Fractured Pieces Part II
- M.J.Schwer
- Jun 16, 2020
- 3 min read

The Art Of Kintsugi
If you have never seen the beautiful art of Kintsugi make it a point to explore it. Kintsugi is a 500 -year -old Japanese art form known as "The Golden Journey". It is a practice dating back to the 15th century when a shogun warrior needed a broken bowl repaired. He brought the bowl to a village craftsman who gathered the broken pieces and mended them together using a paste of gold, silver, copper or, bronze to fill in the missing gaps. The result became a piece of art. The broken pieces are highlighted in ways that bring greater beauty to the piece than would be possible without the break. [Kenetha J. Stanton "Living the Kintsugi Life" Ebook download https://akintsugilife.com/blog/ retrieved 2-2-18]

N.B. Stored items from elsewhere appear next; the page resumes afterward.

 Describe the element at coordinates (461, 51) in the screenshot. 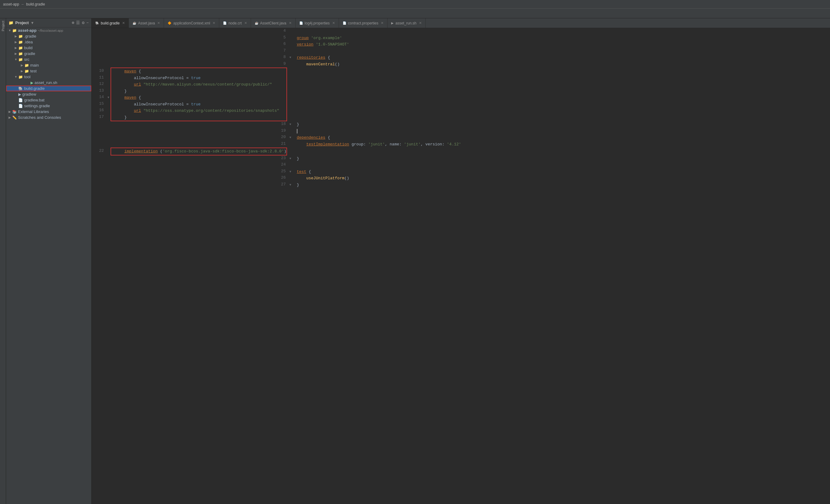

I see `code-line-7: 7` at that location.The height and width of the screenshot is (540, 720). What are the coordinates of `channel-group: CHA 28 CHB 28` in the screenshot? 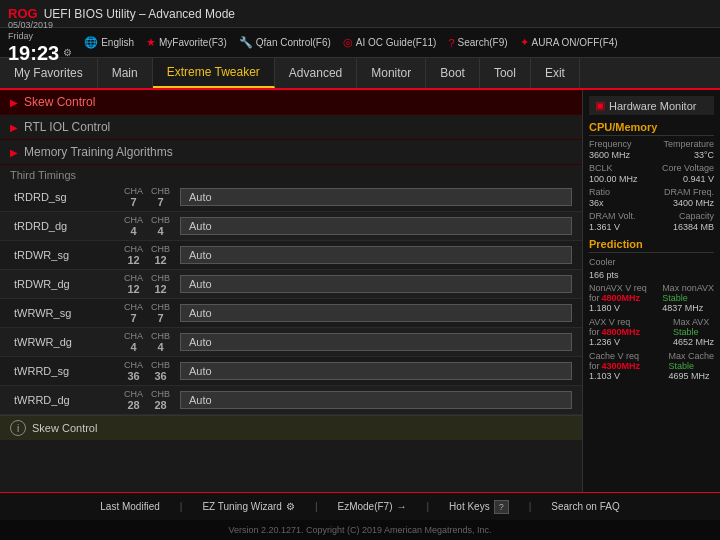 It's located at (147, 400).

The objective of Kintsugi Art is to recognize the history of the object and to visibly incorporate the repair of the new piece instead of disguising it. The process results in something more beautiful than the original. Here in the Western world we have become a "throw-away" society. Items are made for consumption with no long-term intrinsic value. We have disposable cups, plates, glasses...if it’s convenient its disposable. Broken people will even treat others as disposable due to their brokenness. Broken items have lost their value and beauty; however the art form can teach us invaluable lessons here. Kintsugi is more than an art form...it is a philosophy, not of replacement but restoration. It is about embracing our healing and finding gold in our scars. It means taking the journey of brokenness through the pain we are experiencing even when we can't see when we will reach the other side. It is a display of beauty and hope...of value not forgotten but summoned from deep within. It is restoration realized....
"We are more than any brokenness we may encounter in our lives"[Kentetha J Stanton "Living the Kintsugi Life" Ebook download http://akintsugilife.com/blog retrieved 2-2-18]
In her Ebook "Living the Kintsugi Life" author Kenetha J. Stanton speaks of a category of brokenness as an Imposed Brokenness as the kind of brokenness that happens to us while living. It is not who we are, but it may be how we feel about part of ourselves for a time. It is something that happens to us that temporarily pushes us out of the state of wholeness.

How do we then move beyond being broken by betrayal? What does the growth process look like? How does the Kintsugi mending of our fragmented lives begin? How do we trade past betrayal for beauty? We must recall that periods of greatest personal growth come during times of greatest personal struggle. If we retreat from the pain of understanding ourselves we will die having missed much. The Kintsugi mending of our hearts requires us to first; look past our introspective pain and secondly purposely find out what our life journey is trying to tell us. What are the patterns, habits and, choices we notice? What a "Kintsugi" approach to our hearts does is focus our attention away from the damage that was done to us while pointing us toward the healing that has to take place for us to move beyond betrayal to wholeness again.
"We can spend our time and attention focusing on the bad things that have happened (and slow down our healing process by keeping us stuck), or we can focus on the healing that is taking place and the ways we have grown and developed as part of that process. The latter approach can not only speed up the healing process, it can also make the journey lighter and more meaningful.
Valuing the gold between the cracks... those fragmented moments of our lives, we actually can avoid the trap of bitterness that has ensnared so many...we choose to move beyond bitterness. We don't excuse the evil that may have been done to us, but we can choose to focus on the resiliency that will move us beyond the bitterness. We have a choice we must then exercise...you have a choice this very moment as you are reading these words - focus on the healing or stay in the wounded state you're in? The moment you cognitively make that choice to embrace healing...your heart will begin its Kintsugi process of mending piece by piece by piece.